Review

Bullet Boy

Director    Saul Dibb
Starring    Ashley Walters, Luke Fraser, Leon Black
3 stars


12th April 2005

Gosh, that So Solid Crew turned out to be a diverse bunch, didn't they? Anyone who caught the Tsunami benefit football match with the Celebs versus the Liverpool Legends will have seen young Harvey racing down the wing and giving Rafa Benitez a thing or two to think about. Lisa Maffia and Romeo both recently showed their bodies were as physically fit as their rhymes were fly on Channel 4's The Games. Step forward MC Asher D aka Ashley Walters, the first of the So Solid Crew to try their luck at acting, in Saul Dibb's Bullet Boy. Blimey, with a collection of talent like that, it's a miracle their records aren't still selling by the bucketload! Oh yeah. They sucked. That's why.

Still, monotonous garage beats to one side, please. Bullet Boy is a BBC-funded UK picture set in East London, which sees Walters take on a role that must sit uncomfortably close to home. He plays Ricky Gordon, a young man fresh out of prison and desperate to go straight, but whose lifestyle proves to be more difficult to escape than he had envisioned. The parallels with real life are on screen for all to see - Walters was jailed for gun possession in 2002, his character is immediately drawn back into a world of gun crime and gang culture - and matched with an authentic script and an unflattering portrayal of the nation's capital, Bullet Boy has no problems in the realism department. The language is often impenetrable - if you don't know your blads from your bredrins you'll be lost - but is always on the money. Having lived here for six months, I can confirm that East London is indeed a hole, but it's captured on film wonderfully, with a striking contrast between the dead grey concrete of the inner city and the burnt out green marshes of Hackney

Bullet Boy is a fairly straightforward picture and doesn't aim particularly high, rather seeming happy enough to tell culturally relevant story properly without preaching or pointing fingers. The characters, though they may be played with the appropriate level of pathos, are too broadly drawn to engage in any lasting emotional connection - there's the gangster turned good, the irresponsible best friend, the impressionable younger brother, the doting mother, the innocent girlfriend - no one character can lay claim to being anything approaching interesting. Walters, for all his past crimes (that includes his... ahem, criminal records), does an passable job in fleshing out Ricky, although his character's apparent immunity to the death and destruction unfolding around him might be construed as a lack of acting ability rather than world-weariness. Besides, his younger brother Curtis steals every scene they share, particularly the merciless mocking about a job in McDonalds being Ricky's only viable prospect for the future.

At just 89 minutes, Bullet Boy often struggles to find a foothold so as to convey its message - guns are bad but they're often an unavoidable way of life for some people - and characters quite often lack the depth required to make us believe this is true. Ricky's claim that he owes a life debt to his gun-happy friend Wisdom doesn't explain or excuse their friendship, and the parallel between them with Curtis and his best friend is too glaringly obvious to be considered a clever social comment.

Despite being called Bullet Boy and revolving around gun crime and gang culture, vitally there's very little actual gunplay involved. Every time a firearm is discharged, the impact is undeniable and shocking, sending out waves of trouble and only serving to place those involved in even more grave danger - one accusation that certainly can't be levelled at Bullet Boy is that it glamorises gun culture. Every bullet fired matters, every body that piles up has a story and every time a gun is pointed at someone, the threat is tangible. If you've been brought up on a movie diet of shooting first and asking questions later or firing off acute one-liners before popping a cap in some homeboy's ass, then Bullet Boy may well be as shocking to you as a gun jammed in your temple. Should you happen to live in London or similarly affected areas, then you'll enjoy a short, sharp, realistically told story that's refreshingly free of bullshit.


Work order: Copy out the full set of records. Keep every word the same.

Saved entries
***
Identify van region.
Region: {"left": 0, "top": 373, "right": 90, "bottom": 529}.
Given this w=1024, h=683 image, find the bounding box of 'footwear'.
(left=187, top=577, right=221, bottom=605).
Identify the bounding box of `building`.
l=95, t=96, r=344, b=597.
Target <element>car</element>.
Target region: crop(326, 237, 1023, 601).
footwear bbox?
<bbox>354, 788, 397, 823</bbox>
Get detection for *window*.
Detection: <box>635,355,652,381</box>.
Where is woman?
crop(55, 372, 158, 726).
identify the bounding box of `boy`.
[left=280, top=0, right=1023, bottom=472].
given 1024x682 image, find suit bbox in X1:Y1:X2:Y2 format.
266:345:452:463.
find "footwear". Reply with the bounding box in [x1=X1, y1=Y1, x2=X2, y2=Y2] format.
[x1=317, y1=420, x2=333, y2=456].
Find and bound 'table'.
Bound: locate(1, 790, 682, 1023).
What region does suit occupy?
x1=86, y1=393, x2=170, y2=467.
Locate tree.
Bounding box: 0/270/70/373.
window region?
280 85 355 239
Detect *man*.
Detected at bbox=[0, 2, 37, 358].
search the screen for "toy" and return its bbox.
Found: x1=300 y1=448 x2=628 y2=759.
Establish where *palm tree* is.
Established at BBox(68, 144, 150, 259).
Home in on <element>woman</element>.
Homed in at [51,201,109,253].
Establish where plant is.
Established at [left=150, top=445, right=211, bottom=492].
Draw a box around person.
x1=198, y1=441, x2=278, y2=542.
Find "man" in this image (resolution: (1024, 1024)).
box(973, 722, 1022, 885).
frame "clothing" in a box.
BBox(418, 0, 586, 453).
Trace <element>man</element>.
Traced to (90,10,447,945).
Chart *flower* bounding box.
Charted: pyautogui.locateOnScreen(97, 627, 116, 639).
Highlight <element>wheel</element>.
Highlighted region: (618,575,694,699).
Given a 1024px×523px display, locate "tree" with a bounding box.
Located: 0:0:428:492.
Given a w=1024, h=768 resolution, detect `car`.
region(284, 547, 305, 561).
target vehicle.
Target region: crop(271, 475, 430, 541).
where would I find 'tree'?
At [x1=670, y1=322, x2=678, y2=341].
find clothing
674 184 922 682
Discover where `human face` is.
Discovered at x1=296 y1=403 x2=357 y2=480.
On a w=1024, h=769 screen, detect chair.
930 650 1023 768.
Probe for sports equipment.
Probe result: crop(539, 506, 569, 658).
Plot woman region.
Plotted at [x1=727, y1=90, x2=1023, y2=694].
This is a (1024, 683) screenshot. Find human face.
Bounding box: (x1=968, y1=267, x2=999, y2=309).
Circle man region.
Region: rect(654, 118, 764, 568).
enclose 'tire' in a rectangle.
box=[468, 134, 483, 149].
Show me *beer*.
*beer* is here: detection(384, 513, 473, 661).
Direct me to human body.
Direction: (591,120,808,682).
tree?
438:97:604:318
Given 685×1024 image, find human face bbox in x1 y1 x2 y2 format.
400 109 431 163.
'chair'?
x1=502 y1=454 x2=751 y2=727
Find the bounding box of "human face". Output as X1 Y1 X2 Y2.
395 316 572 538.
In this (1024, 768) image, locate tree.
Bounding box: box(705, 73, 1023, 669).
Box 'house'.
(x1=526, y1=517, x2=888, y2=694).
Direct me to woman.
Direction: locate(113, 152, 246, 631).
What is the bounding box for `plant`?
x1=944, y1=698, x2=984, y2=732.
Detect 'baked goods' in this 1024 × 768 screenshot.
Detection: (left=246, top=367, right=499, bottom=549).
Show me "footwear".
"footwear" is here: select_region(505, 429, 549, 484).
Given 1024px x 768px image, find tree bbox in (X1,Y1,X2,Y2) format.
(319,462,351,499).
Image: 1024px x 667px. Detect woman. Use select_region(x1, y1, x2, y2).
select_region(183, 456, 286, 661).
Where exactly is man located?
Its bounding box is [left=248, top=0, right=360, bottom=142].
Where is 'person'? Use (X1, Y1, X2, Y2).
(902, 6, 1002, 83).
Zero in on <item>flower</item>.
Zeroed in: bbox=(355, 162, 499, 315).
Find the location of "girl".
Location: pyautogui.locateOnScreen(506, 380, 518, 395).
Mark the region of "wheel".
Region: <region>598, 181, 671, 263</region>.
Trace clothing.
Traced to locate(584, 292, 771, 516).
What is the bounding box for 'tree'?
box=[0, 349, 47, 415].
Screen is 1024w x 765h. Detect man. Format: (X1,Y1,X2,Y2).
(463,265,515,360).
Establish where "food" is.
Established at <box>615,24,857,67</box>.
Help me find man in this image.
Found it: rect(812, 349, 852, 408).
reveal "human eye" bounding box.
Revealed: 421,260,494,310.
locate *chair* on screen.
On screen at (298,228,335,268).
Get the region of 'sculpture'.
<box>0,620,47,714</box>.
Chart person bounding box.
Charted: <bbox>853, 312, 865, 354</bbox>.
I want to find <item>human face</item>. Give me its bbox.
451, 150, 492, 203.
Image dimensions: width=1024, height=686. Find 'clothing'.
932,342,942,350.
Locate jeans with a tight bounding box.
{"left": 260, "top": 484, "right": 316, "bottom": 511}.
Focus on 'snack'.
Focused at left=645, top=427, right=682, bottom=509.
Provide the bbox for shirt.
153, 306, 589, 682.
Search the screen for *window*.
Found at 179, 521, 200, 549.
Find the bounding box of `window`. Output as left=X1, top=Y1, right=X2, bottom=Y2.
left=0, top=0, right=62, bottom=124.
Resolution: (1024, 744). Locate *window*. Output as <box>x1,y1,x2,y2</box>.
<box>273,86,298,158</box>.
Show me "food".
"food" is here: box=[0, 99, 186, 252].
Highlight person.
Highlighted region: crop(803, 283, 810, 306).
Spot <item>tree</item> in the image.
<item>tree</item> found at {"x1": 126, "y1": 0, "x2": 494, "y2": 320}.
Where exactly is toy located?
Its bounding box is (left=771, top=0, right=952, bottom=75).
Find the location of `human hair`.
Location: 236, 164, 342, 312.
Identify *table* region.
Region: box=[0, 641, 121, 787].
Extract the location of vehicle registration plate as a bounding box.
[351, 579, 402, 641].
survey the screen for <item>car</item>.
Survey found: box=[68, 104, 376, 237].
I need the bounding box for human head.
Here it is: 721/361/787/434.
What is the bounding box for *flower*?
***
Solution for this problem:
Identify van region.
Region: {"left": 0, "top": 373, "right": 90, "bottom": 529}.
Given this w=1024, h=683 image, find the bounding box of 'footwear'.
(left=187, top=577, right=221, bottom=605).
Identify the bounding box of `building`.
l=95, t=96, r=344, b=597.
Target <element>car</element>.
Target region: crop(326, 237, 1023, 601).
footwear bbox?
<bbox>354, 788, 397, 823</bbox>
Get detection for *window*.
Detection: <box>635,355,652,381</box>.
Where is woman?
crop(55, 372, 158, 726).
identify the bounding box of `boy`.
[left=280, top=0, right=1023, bottom=472].
given 1024x682 image, find suit bbox in X1:Y1:X2:Y2 format.
266:345:452:463.
find "footwear". Reply with the bounding box in [x1=X1, y1=Y1, x2=X2, y2=Y2] format.
[x1=317, y1=420, x2=333, y2=456].
Find and bound 'table'.
Bound: locate(1, 790, 682, 1023).
What region does suit occupy?
x1=86, y1=393, x2=170, y2=467.
Locate tree.
Bounding box: 0/270/70/373.
window region?
280 85 355 239
Detect *man*.
Detected at bbox=[0, 2, 37, 358].
search the screen for "toy" and return its bbox.
Found: x1=300 y1=448 x2=628 y2=759.
Establish where *palm tree* is.
Established at BBox(68, 144, 150, 259).
Home in on <element>woman</element>.
Homed in at [51,201,109,253].
Establish where plant is.
Established at [left=150, top=445, right=211, bottom=492].
Draw a box around person.
x1=198, y1=441, x2=278, y2=542.
Find "man" in this image (resolution: (1024, 1024)).
box(973, 722, 1022, 885).
frame "clothing" in a box.
BBox(418, 0, 586, 453).
Trace <element>man</element>.
Traced to (90,10,447,945).
Chart *flower* bounding box.
Charted: pyautogui.locateOnScreen(97, 627, 116, 639).
Highlight <element>wheel</element>.
Highlighted region: (618,575,694,699).
Given a 1024px×523px display, locate "tree" with a bounding box.
Located: 0:0:428:492.
Given a w=1024, h=768 resolution, detect `car`.
region(284, 547, 305, 561).
target vehicle.
Target region: crop(271, 475, 430, 541).
where would I find 'tree'?
At [x1=670, y1=322, x2=678, y2=341].
find clothing
674 184 922 682
Discover where `human face` is.
Discovered at x1=296 y1=403 x2=357 y2=480.
On a w=1024, h=769 screen, detect chair.
930 650 1023 768.
Probe for sports equipment.
Probe result: crop(539, 506, 569, 658).
Plot woman region.
Plotted at [x1=727, y1=90, x2=1023, y2=694].
This is a (1024, 683) screenshot. Find human face.
Bounding box: (x1=968, y1=267, x2=999, y2=309).
Circle man region.
Region: rect(654, 118, 764, 568).
enclose 'tire' in a rectangle.
box=[468, 134, 483, 149].
Show me *beer*.
*beer* is here: detection(384, 513, 473, 661).
Direct me to human body.
Direction: (591,120,808,682).
tree?
438:97:604:318
Given 685×1024 image, find human face bbox in x1 y1 x2 y2 format.
400 109 431 163.
'chair'?
x1=502 y1=454 x2=751 y2=727
Find the bounding box of "human face". Output as X1 Y1 X2 Y2.
395 316 572 538.
In this (1024, 768) image, locate tree.
Bounding box: box(705, 73, 1023, 669).
Box 'house'.
(x1=526, y1=517, x2=888, y2=694).
Direct me to woman.
Direction: locate(113, 152, 246, 631).
What is the bounding box for `plant`?
x1=944, y1=698, x2=984, y2=732.
Detect 'baked goods' in this 1024 × 768 screenshot.
Detection: (left=246, top=367, right=499, bottom=549).
Show me "footwear".
"footwear" is here: select_region(505, 429, 549, 484).
Given 1024px x 768px image, find tree bbox in (X1,Y1,X2,Y2) format.
(319,462,351,499).
Image: 1024px x 667px. Detect woman. Use select_region(x1, y1, x2, y2).
select_region(183, 456, 286, 661).
Where exactly is man located?
Its bounding box is [left=248, top=0, right=360, bottom=142].
Where is 'person'? Use (X1, Y1, X2, Y2).
(902, 6, 1002, 83).
Zero in on <item>flower</item>.
Zeroed in: bbox=(355, 162, 499, 315).
Find the location of "girl".
Location: pyautogui.locateOnScreen(506, 380, 518, 395).
Mark the region of "wheel".
Region: <region>598, 181, 671, 263</region>.
Trace clothing.
Traced to locate(584, 292, 771, 516).
What is the bounding box for 'tree'?
box=[0, 349, 47, 415].
Screen is 1024w x 765h. Detect man. Format: (X1,Y1,X2,Y2).
(463,265,515,360).
Establish where "food" is.
Established at <box>615,24,857,67</box>.
Help me find man in this image.
Found it: rect(812, 349, 852, 408).
reveal "human eye" bounding box.
Revealed: 421,260,494,310.
locate *chair* on screen.
On screen at (298,228,335,268).
Get the region of 'sculpture'.
<box>0,620,47,714</box>.
Chart person bounding box.
Charted: <bbox>853, 312, 865, 354</bbox>.
I want to find <item>human face</item>. Give me its bbox.
451, 150, 492, 203.
Image dimensions: width=1024, height=686. Find 'clothing'.
932,342,942,350.
Locate jeans with a tight bounding box.
{"left": 260, "top": 484, "right": 316, "bottom": 511}.
Focus on 'snack'.
Focused at left=645, top=427, right=682, bottom=509.
Provide the bbox for shirt.
153, 306, 589, 682.
Search the screen for *window*.
Found at 179, 521, 200, 549.
Find the bounding box of `window`. Output as left=X1, top=Y1, right=X2, bottom=Y2.
left=0, top=0, right=62, bottom=124.
Resolution: (1024, 744). Locate *window*. Output as <box>x1,y1,x2,y2</box>.
<box>273,86,298,158</box>.
Show me "food".
"food" is here: box=[0, 99, 186, 252].
Highlight person.
Highlighted region: crop(803, 283, 810, 306).
Spot <item>tree</item> in the image.
<item>tree</item> found at {"x1": 126, "y1": 0, "x2": 494, "y2": 320}.
Where exactly is toy located?
Its bounding box is (left=771, top=0, right=952, bottom=75).
Find the location of `human hair`.
Location: 236, 164, 342, 312.
Identify *table* region.
Region: box=[0, 641, 121, 787].
Extract the location of vehicle registration plate as a bounding box.
[351, 579, 402, 641].
survey the screen for <item>car</item>.
Survey found: box=[68, 104, 376, 237].
I need the bounding box for human head.
Here it is: 721/361/787/434.
What is the bounding box for *flower*?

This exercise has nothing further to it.